What you notice first are weeds. Dandelions about to seed. A tangle of bushes at the base of an old post that holds the white mailbox.
Aging exteriors
Everything is dusted in pollen and overrun, yet it is not altogether unwelcoming. You deem it a place where an elderly widow must reside, living on a fixed income and marking time until one generation cedes to the next, and a young couple or developer purchases, remodels, or rebuilds entirely.
You imagine the occupant: she is parked passively in front of a television, visited periodically by an anonymous caretaker. That is, if you imagine her at all.
As for the yard? Perhaps you consider her property an eyesore and wish she’d simply clean it up. Perhaps you understand it may be a matter of budget, or changing priorities. She is beyond tending to these things herself. The once pretty little garden. The once pretty little cottage.
Gardening
It is Saturday. Landscaping services are coming and going. Workers are balanced on ladders and walking on rooftops. There is noise: blowers, mowers, motors you cannot identify. Strong men are cleaning gutters, trimming hedges, and cutting grass. Women are on their knees and in their gardening gloves with cultivators and trowels. They are setting out their flats of pansies and pinks, readying to plant.
This is a neighborhood of small spaces, or used to be, though many have been renovated to double, triple or quadruple their original size. A few remain starter homes, perfect for newlyweds or empty nesters.
A good house
You may be walking your dog, taking your morning run, or cruising through these quiet streets on your way to visit a friend. You glance at the house and dismiss it.
But it is a good house. Sturdy. Not entirely run down. The trim has been painted recently and someone has torn off a thicket of vines that were consuming the exterior. Dwarf azaleas line an area of the front garden, red and fuchsia. On the stoop sit two stone planters, cracked from extremes in heat and cold. Each contains another azalea, in full bloom.
A promising bed
Eventually, we are all the ivy-covered surface, the warm, worn brick, the contradictions of facades and flesh that weather, conspiring against immediate notice. Yet our bodies persist in celebrating stories. In wanting more. In seeking beauty. And finding it.

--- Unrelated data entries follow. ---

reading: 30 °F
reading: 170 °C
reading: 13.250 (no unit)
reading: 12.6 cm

Spring is suddenly alive and vibrant. I am ravenous, although I am tired. Desirous, despite feeling slowed. I am captivated by softness in the air, a small measure of returning strength, and the hues of floral abundance everywhere I look. I wish to garden. To hold the rich earth between my fingers. To feel.
I am not made for marking time, and I cannot tend to tidying my bed. I am stronger, but not yet strong enough. You must take me as I am – weeds and blooms. With more seasons to come. More tales to spin.
…
Steve says
Nice
Stacia says
I can just imagine the blooming bounty of those azaleas. I am not made for marking time either, and I wish you continuing renewed strength this spring!
Kristen @ Motherese says
You know I love a good metaphor and this is a fine one indeed. (And it occurs to me in reading it that weeds are a heck of a lot heartier than blossoms.)

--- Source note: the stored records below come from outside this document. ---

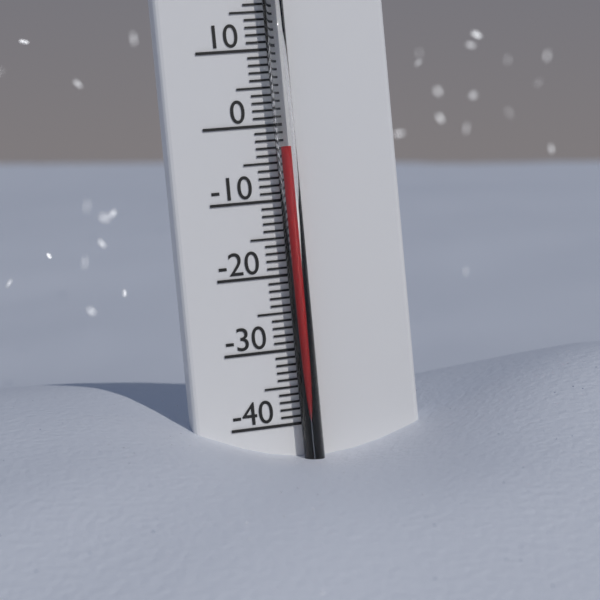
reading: -3 °C
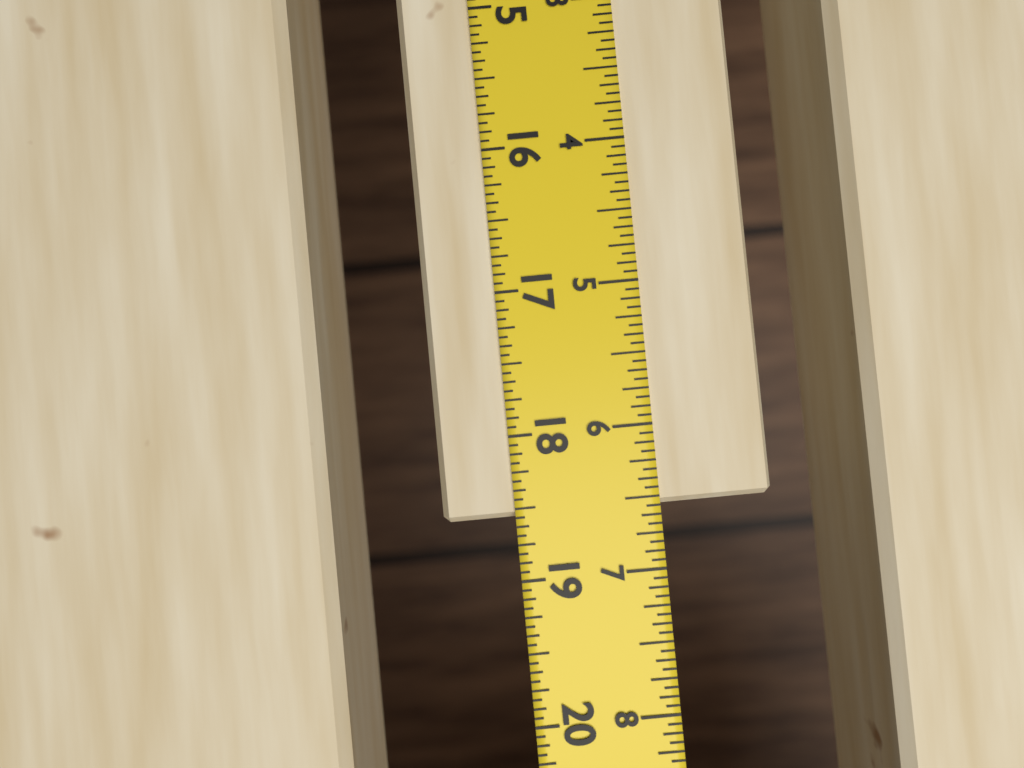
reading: 18.5625 in
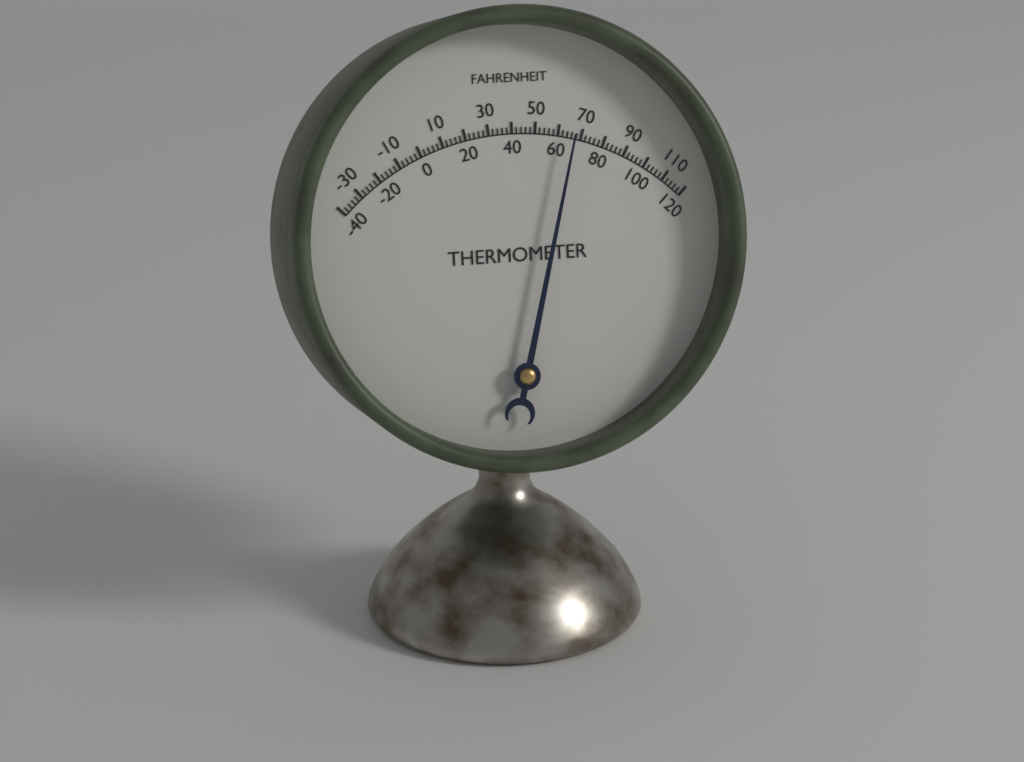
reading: 66 °F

Have you read Barbara Kingsolver’s Prodigal Summer? Full of plant and nature allegory. And quite a bit of it about, ahem, sex.
You might enjoy it…the book, that is. 😉
BigLittleWolf says
Haven’t read it. Long (parenting) day, and interrupted… metaphors. Ah, a little Spring dreaming, even through those hardy hearty weeds.

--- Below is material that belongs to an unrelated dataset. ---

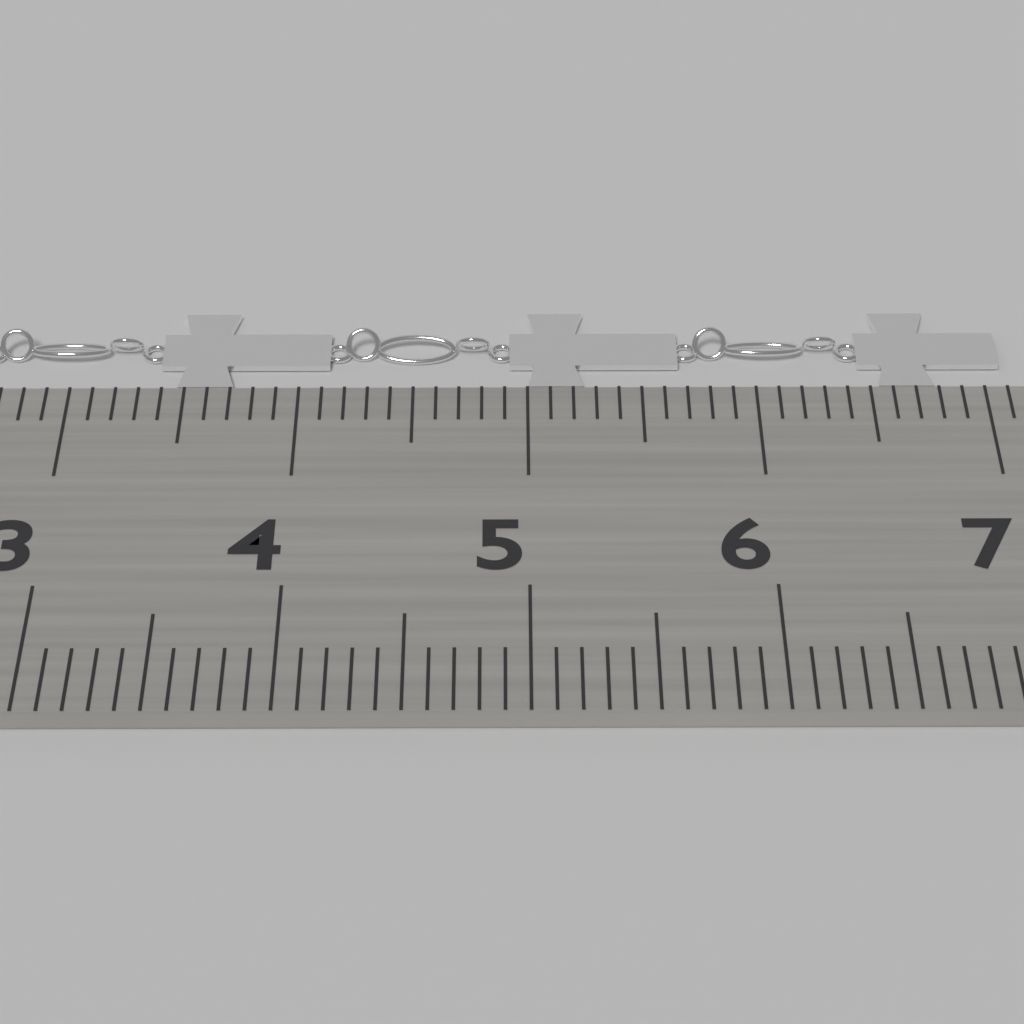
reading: 7.1 cm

Linda at Bar Mitzvahzilla says
It’s a good house you live in and you’re tending to it well.
I’m glad you’re getting stronger.
Nicki says
Wonderful read. I agree with Kristen. You would love Kingsolver’s Prodigal Summer or any of her works.
Natalie says
Husband and I just got into a massive stupid argument over whether or not dandelions and violets were weeds. Just because the value of something isn’t readily apparent does not render it useless, unlovely, or unlovable. I think, anyway.
Lindsey says
This is beautiful. I love the image of us all becoming a brick wall overgrown with ivy … and also the ways that the turning seasons manifest in our very bodies. Lovely.
Privilege of Parenting says
Metaphor or not, I love those sorts of houses and they always do fire my imaginings of lives lived in all their richness and sorrows, the passing of time. I think of these sorts of things whenever I walk in my neighborhood, wondering about the old man who stands facing north every afternoon looking at nothing that anyone else can see, his purple wisteria in full bloom now as is his white one.
As for books, this brings to mind a wonderful children’s book, “The Leaf Men,” that is about the miraculous and healing properties of the garden and it’s pitched battle between helpful and dark forces.